While some traditional mutual fund providers are merely sticking their toes in the water, offering products they call retail but still are restricted to certain investors, others such as Rydex have offered a series of short-selling mutual funds open to the wider retail public. Rydex’s short selling funds are available through third parties for a minimum investment of $2,500 and the Prudent Bear fund, a short-biased mutual fund offered by David Tice and Associates, has a $2,000 minimum investment.
If there is a disconnect between those calling for a more open approach to alternative investments and those calling for more restrictions, it is whether they are defining alternatives by their strategy or their structure. The strategies themselves are being duplicated in the traditional world as increasingly more mutual funds are using hedging techniques. The structure is often where hedge funds gain secretive reputations and complaints of lack of transparency and high fees. It is useful, however, to remember that hedge funds’ performance is measured net of those high fees, which can run as high as 25%.

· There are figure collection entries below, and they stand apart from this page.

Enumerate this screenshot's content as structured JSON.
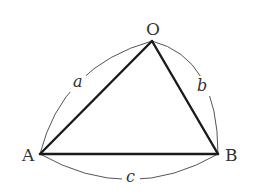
{
  "diagram": {
    "type": "triangle-with-arc-labels",
    "vertices": {
      "O": {
        "label": "O",
        "x": 152,
        "y": 41
      },
      "A": {
        "label": "A",
        "x": 40,
        "y": 154
      },
      "B": {
        "label": "B",
        "x": 218,
        "y": 154
      }
    },
    "sides": {
      "a": {
        "label": "a",
        "from": "A",
        "to": "O"
      },
      "b": {
        "label": "b",
        "from": "O",
        "to": "B"
      },
      "c": {
        "label": "c",
        "from": "A",
        "to": "B"
      }
    },
    "colors": {
      "edge": "#1a1a1a",
      "arc": "#555555",
      "text": "#333333",
      "background": "#ffffff"
    }
  }
}
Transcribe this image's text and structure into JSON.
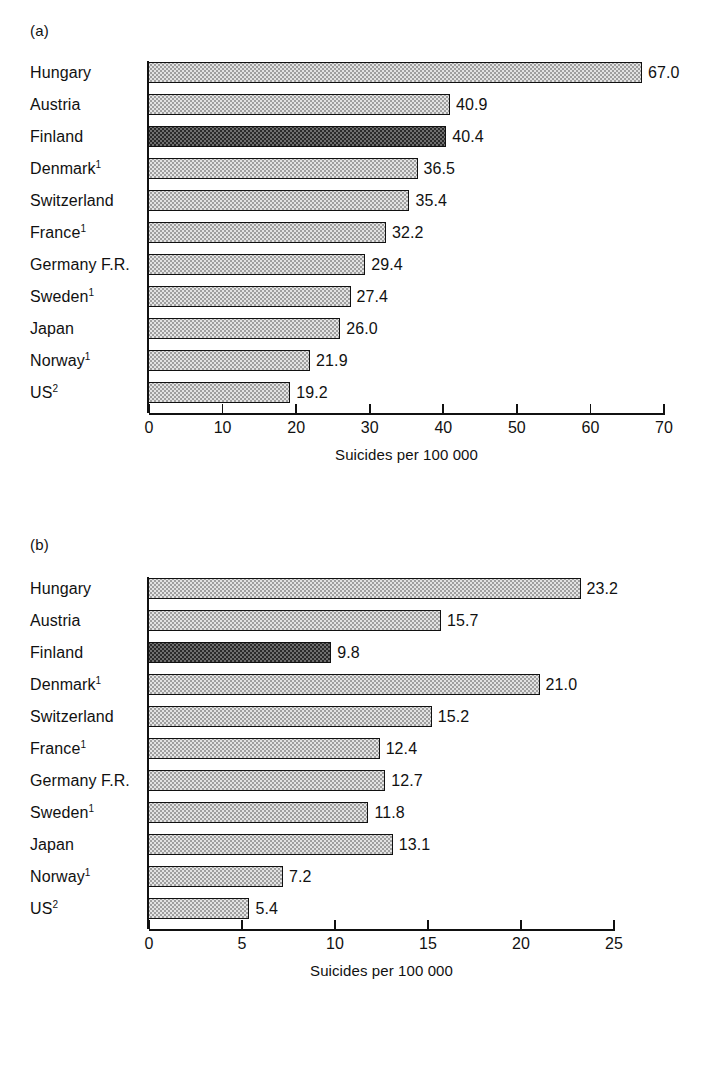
{
  "figure": {
    "panel_a_letter": "(a)",
    "panel_b_letter": "(b)",
    "axis_title": "Suicides per 100 000"
  },
  "chart_data": [
    {
      "type": "bar",
      "orientation": "horizontal",
      "panel": "(a)",
      "title": "",
      "xlabel": "Suicides per 100 000",
      "ylabel": "",
      "xlim": [
        0,
        70
      ],
      "xticks": [
        0,
        10,
        20,
        30,
        40,
        50,
        60,
        70
      ],
      "xtick_labels": [
        "0",
        "10",
        "20",
        "30",
        "40",
        "50",
        "60",
        "70"
      ],
      "grid": false,
      "legend": "none",
      "highlight_category": "Finland",
      "categories": [
        "Hungary",
        "Austria",
        "Finland",
        "Denmark",
        "Switzerland",
        "France",
        "Germany F.R.",
        "Sweden",
        "Japan",
        "Norway",
        "US"
      ],
      "category_footnotes": [
        "",
        "",
        "",
        "1",
        "",
        "1",
        "",
        "1",
        "",
        "1",
        "2"
      ],
      "values": [
        67.0,
        40.9,
        40.4,
        36.5,
        35.4,
        32.2,
        29.4,
        27.4,
        26.0,
        21.9,
        19.2
      ],
      "value_labels": [
        "67.0",
        "40.9",
        "40.4",
        "36.5",
        "35.4",
        "32.2",
        "29.4",
        "27.4",
        "26.0",
        "21.9",
        "19.2"
      ],
      "bar_styles": [
        "light",
        "light",
        "dark",
        "light",
        "light",
        "light",
        "light",
        "light",
        "light",
        "light",
        "light"
      ]
    },
    {
      "type": "bar",
      "orientation": "horizontal",
      "panel": "(b)",
      "title": "",
      "xlabel": "Suicides per 100 000",
      "ylabel": "",
      "xlim": [
        0,
        25
      ],
      "xticks": [
        0,
        5,
        10,
        15,
        20,
        25
      ],
      "xtick_labels": [
        "0",
        "5",
        "10",
        "15",
        "20",
        "25"
      ],
      "grid": false,
      "legend": "none",
      "highlight_category": "Finland",
      "categories": [
        "Hungary",
        "Austria",
        "Finland",
        "Denmark",
        "Switzerland",
        "France",
        "Germany F.R.",
        "Sweden",
        "Japan",
        "Norway",
        "US"
      ],
      "category_footnotes": [
        "",
        "",
        "",
        "1",
        "",
        "1",
        "",
        "1",
        "",
        "1",
        "2"
      ],
      "values": [
        23.2,
        15.7,
        9.8,
        21.0,
        15.2,
        12.4,
        12.7,
        11.8,
        13.1,
        7.2,
        5.4
      ],
      "value_labels": [
        "23.2",
        "15.7",
        "9.8",
        "21.0",
        "15.2",
        "12.4",
        "12.7",
        "11.8",
        "13.1",
        "7.2",
        "5.4"
      ],
      "bar_styles": [
        "light",
        "light",
        "dark",
        "light",
        "light",
        "light",
        "light",
        "light",
        "light",
        "light",
        "light"
      ]
    }
  ]
}
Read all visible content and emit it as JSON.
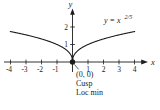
{
  "figure": {
    "axis_labels": {
      "x": "x",
      "y": "y"
    },
    "x_tick_labels": [
      "-4",
      "-3",
      "-2",
      "-1",
      "1",
      "2",
      "3",
      "4"
    ],
    "y_tick_labels": [
      "1",
      "2"
    ],
    "equation": {
      "base": "y = x",
      "exponent": "2/5"
    },
    "annotation": {
      "point": "(0, 0)",
      "feature": "Cusp",
      "extremum": "Loc min"
    },
    "colors": {
      "ink": "#1c1c1c",
      "background": "#ffffff"
    }
  },
  "chart_data": {
    "type": "line",
    "title": "",
    "function": "y = x^(2/5)",
    "exponent_numeric": 0.4,
    "x_range": [
      -4,
      4
    ],
    "x": [
      -4,
      -3,
      -2,
      -1,
      0,
      1,
      2,
      3,
      4
    ],
    "y": [
      1.74,
      1.55,
      1.32,
      1.0,
      0.0,
      1.0,
      1.32,
      1.55,
      1.74
    ],
    "xlabel": "x",
    "ylabel": "y",
    "x_ticks": [
      -4,
      -3,
      -2,
      -1,
      1,
      2,
      3,
      4
    ],
    "y_ticks": [
      1,
      2
    ],
    "xlim": [
      -4.4,
      5.0
    ],
    "ylim": [
      -0.6,
      3.0
    ],
    "grid": false,
    "legend": "none",
    "key_point": {
      "x": 0,
      "y": 0,
      "labels": [
        "(0, 0)",
        "Cusp",
        "Loc min"
      ]
    }
  }
}
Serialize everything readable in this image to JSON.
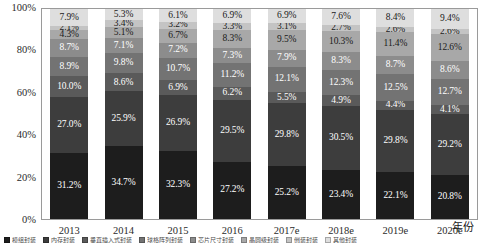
{
  "chart_data": {
    "type": "bar",
    "stacked": true,
    "normalized_percent": true,
    "title": "",
    "subtitle": "",
    "xlabel": "年份",
    "ylabel": "",
    "ylim": [
      0,
      100
    ],
    "grid": false,
    "legend_position": "bottom",
    "y_ticks": [
      "0%",
      "20%",
      "40%",
      "60%",
      "80%",
      "100%"
    ],
    "y_tick_values": [
      0,
      20,
      40,
      60,
      80,
      100
    ],
    "categories": [
      "2013",
      "2014",
      "2015",
      "2016",
      "2017e",
      "2018e",
      "2019e",
      "2020e"
    ],
    "series": [
      {
        "name": "模组封装",
        "color": "#1d1d1d",
        "values": [
          31.2,
          34.7,
          32.3,
          27.2,
          25.2,
          23.4,
          22.1,
          20.8
        ],
        "labels": [
          "31.2%",
          "34.7%",
          "32.3%",
          "27.2%",
          "25.2%",
          "23.4%",
          "22.1%",
          "20.8%"
        ]
      },
      {
        "name": "内存封装",
        "color": "#3d3d3d",
        "values": [
          27.0,
          25.9,
          26.9,
          29.5,
          29.8,
          30.5,
          29.8,
          29.2
        ],
        "labels": [
          "27.0%",
          "25.9%",
          "26.9%",
          "29.5%",
          "29.8%",
          "30.5%",
          "29.8%",
          "29.2%"
        ]
      },
      {
        "name": "垂直插入式封装",
        "color": "#5a5a5a",
        "values": [
          10.0,
          8.6,
          6.9,
          6.2,
          5.5,
          4.9,
          4.4,
          4.1
        ],
        "labels": [
          "10.0%",
          "8.6%",
          "6.9%",
          "6.2%",
          "5.5%",
          "4.9%",
          "4.4%",
          "4.1%"
        ]
      },
      {
        "name": "球格阵列封装",
        "color": "#737373",
        "values": [
          8.9,
          9.8,
          10.7,
          11.2,
          12.1,
          12.3,
          12.5,
          12.7
        ],
        "labels": [
          "8.9%",
          "9.8%",
          "10.7%",
          "11.2%",
          "12.1%",
          "12.3%",
          "12.5%",
          "12.7%"
        ]
      },
      {
        "name": "芯片尺寸封装",
        "color": "#8c8c8c",
        "values": [
          8.7,
          7.1,
          7.2,
          7.3,
          7.9,
          8.3,
          8.7,
          8.6
        ],
        "labels": [
          "8.7%",
          "7.1%",
          "7.2%",
          "7.3%",
          "7.9%",
          "8.3%",
          "8.7%",
          "8.6%"
        ]
      },
      {
        "name": "晶圆级封装",
        "color": "#a8a8a8",
        "values": [
          4.2,
          5.1,
          6.7,
          8.3,
          9.5,
          10.3,
          11.4,
          12.6
        ],
        "labels": [
          "4.3%",
          "5.1%",
          "6.7%",
          "8.3%",
          "9.5%",
          "10.3%",
          "11.4%",
          "12.6%"
        ]
      },
      {
        "name": "倒装封装",
        "color": "#c4c4c4",
        "values": [
          2.1,
          3.4,
          3.2,
          3.3,
          3.1,
          2.7,
          2.6,
          2.6
        ],
        "labels": [
          "2.1%",
          "3.4%",
          "3.2%",
          "3.3%",
          "3.1%",
          "2.7%",
          "2.6%",
          "2.6%"
        ]
      },
      {
        "name": "其他封装",
        "color": "#dedede",
        "values": [
          7.9,
          5.3,
          6.1,
          6.9,
          6.9,
          7.6,
          8.4,
          9.4
        ],
        "labels": [
          "7.9%",
          "5.3%",
          "6.1%",
          "6.9%",
          "6.9%",
          "7.6%",
          "8.4%",
          "9.4%"
        ]
      }
    ]
  }
}
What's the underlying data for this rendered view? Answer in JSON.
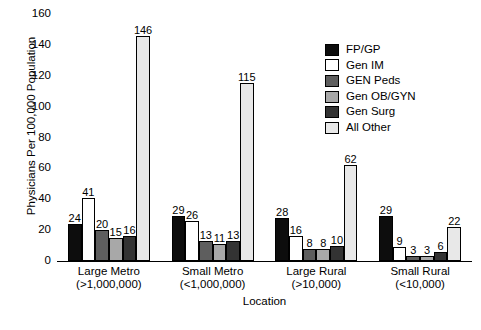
{
  "chart_data": {
    "type": "bar",
    "title": "",
    "xlabel": "Location",
    "ylabel": "Physicians Per 100,000 Population",
    "ylim": [
      0,
      160
    ],
    "yticks": [
      160,
      140,
      120,
      100,
      80,
      60,
      40,
      20,
      0
    ],
    "grid": false,
    "legend_position": "upper right",
    "categories": [
      "Large Metro\n(>1,000,000)",
      "Small Metro\n(<1,000,000)",
      "Large Rural\n(>10,000)",
      "Small Rural\n(<10,000)"
    ],
    "category_lines": [
      {
        "name": "Large Metro",
        "sub": "(>1,000,000)"
      },
      {
        "name": "Small Metro",
        "sub": "(<1,000,000)"
      },
      {
        "name": "Large Rural",
        "sub": "(>10,000)"
      },
      {
        "name": "Small Rural",
        "sub": "(<10,000)"
      }
    ],
    "series": [
      {
        "name": "FP/GP",
        "color": "#0d0d0d",
        "values": [
          24,
          29,
          28,
          29
        ]
      },
      {
        "name": "Gen IM",
        "color": "#ffffff",
        "values": [
          41,
          26,
          16,
          9
        ]
      },
      {
        "name": "GEN Peds",
        "color": "#5e5e5e",
        "values": [
          20,
          13,
          8,
          3
        ]
      },
      {
        "name": "Gen OB/GYN",
        "color": "#a8a8a8",
        "values": [
          15,
          11,
          8,
          3
        ]
      },
      {
        "name": "Gen Surg",
        "color": "#333333",
        "values": [
          16,
          13,
          10,
          6
        ]
      },
      {
        "name": "All Other",
        "color": "#e8e8e8",
        "values": [
          146,
          115,
          62,
          22
        ]
      }
    ]
  },
  "caption": {
    "text": ""
  }
}
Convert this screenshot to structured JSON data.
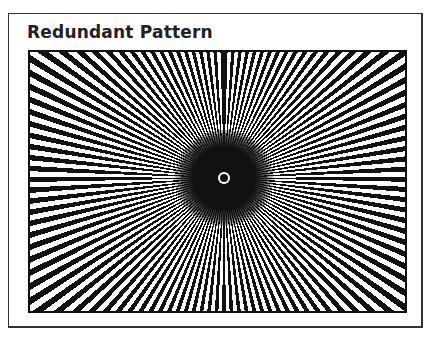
{
  "figure": {
    "title": "Redundant Pattern",
    "pattern": {
      "type": "radial-starburst",
      "ray_color": "#111111",
      "background_color": "#ffffff",
      "center_marker": "small white circle"
    }
  }
}
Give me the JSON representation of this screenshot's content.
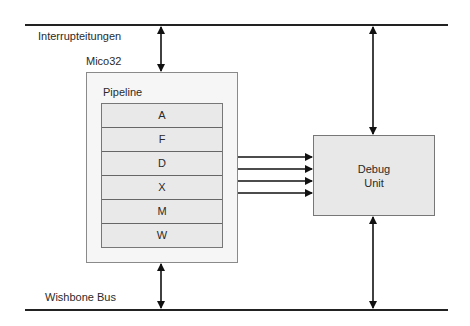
{
  "diagram": {
    "top_bus_label": "Interrupteitungen",
    "bottom_bus_label": "Wishbone Bus",
    "cpu": {
      "label": "Mico32",
      "pipeline": {
        "label": "Pipeline",
        "stages": [
          "A",
          "F",
          "D",
          "X",
          "M",
          "W"
        ]
      }
    },
    "debug_unit": {
      "line1": "Debug",
      "line2": "Unit"
    },
    "connections": [
      {
        "from": "interrupt-lines",
        "to": "mico32",
        "type": "bidirectional"
      },
      {
        "from": "interrupt-lines",
        "to": "debug-unit",
        "type": "bidirectional"
      },
      {
        "from": "mico32",
        "to": "wishbone-bus",
        "type": "bidirectional"
      },
      {
        "from": "debug-unit",
        "to": "wishbone-bus",
        "type": "bidirectional"
      },
      {
        "from": "pipeline-D-X",
        "to": "debug-unit",
        "type": "unidirectional",
        "count": 4
      }
    ]
  }
}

“You would have to say that hedge funds have earned their fees in recent years and there is a question [as to whether] mutual funds have,” Nicholas says. “There is a demand for performance and people are willing to pay for performance, which makes sense.”
It is also good to remember – as the critics, including the SEC, call for more registration – that exemptions to registration and greater oversight provided to hedge funds are based on them restricting their offerings to certain categories of high net worth individuals and institutions. There is an oft-stated fear that these products will work their way into the retail market, but current regulation won’t allow unregistered funds to sell to retail. Lake points out that although many of the new products are classified as retail, they still are restricted to categories of high net worth investors. He maintains that SEC concerns have often been taken out of context and what the regulator is doing is creating a clean playing field for wider use of hedging to allow for the prudent spread of hedge fund strategies for all investors. “Each one of these new investments find its way to a wider and wider audience,” Lake says.
Because of concerns about their structure and institutional demands for transparency, the market is meeting the demand. More registered hedge funds, fund of funds and index funds are hitting the market offering the benefits of absolute returns while providing safeguards such as daily transparency.
“The availability of an index in the hedge fund space that is representative is a huge step forward, a watershed step because it creates a concrete point of reference for investors,” Nicholas says. “The SEC is not going to be concerned if you eliminate the fraud and you get full transparency and you get real prices on everything. When there is no risk of fraud and there is real clarity as to what is going on – what kind of leverage, what kind of exposure, what kind of concentration, all that stuff can be controlled – then you are eliminating concerns of the regulators,” Nicholas says.
When it comes to hedge fund strategies there appears to be a race toward the middle. Traditional hedge fund managers are increasingly offering registered products at lower minimums and traditional mutual fund providers are offering hedged vehicles to retail investors.
Safer investments should not be withheld from the retail public that suffers most from strategies that lack diversification to preserve capital in bear markets. They should have the same choices as high net worth investors as long as those choices are structurally sound, transparent and offered in the appropriate vehicle. |FM
All investment managers agree – diversification is valuable in any portfolio. Some managers claim to provide it and others tout themselves as the way to achieve it. Although, their definitions for what constitutes it may vary significantly.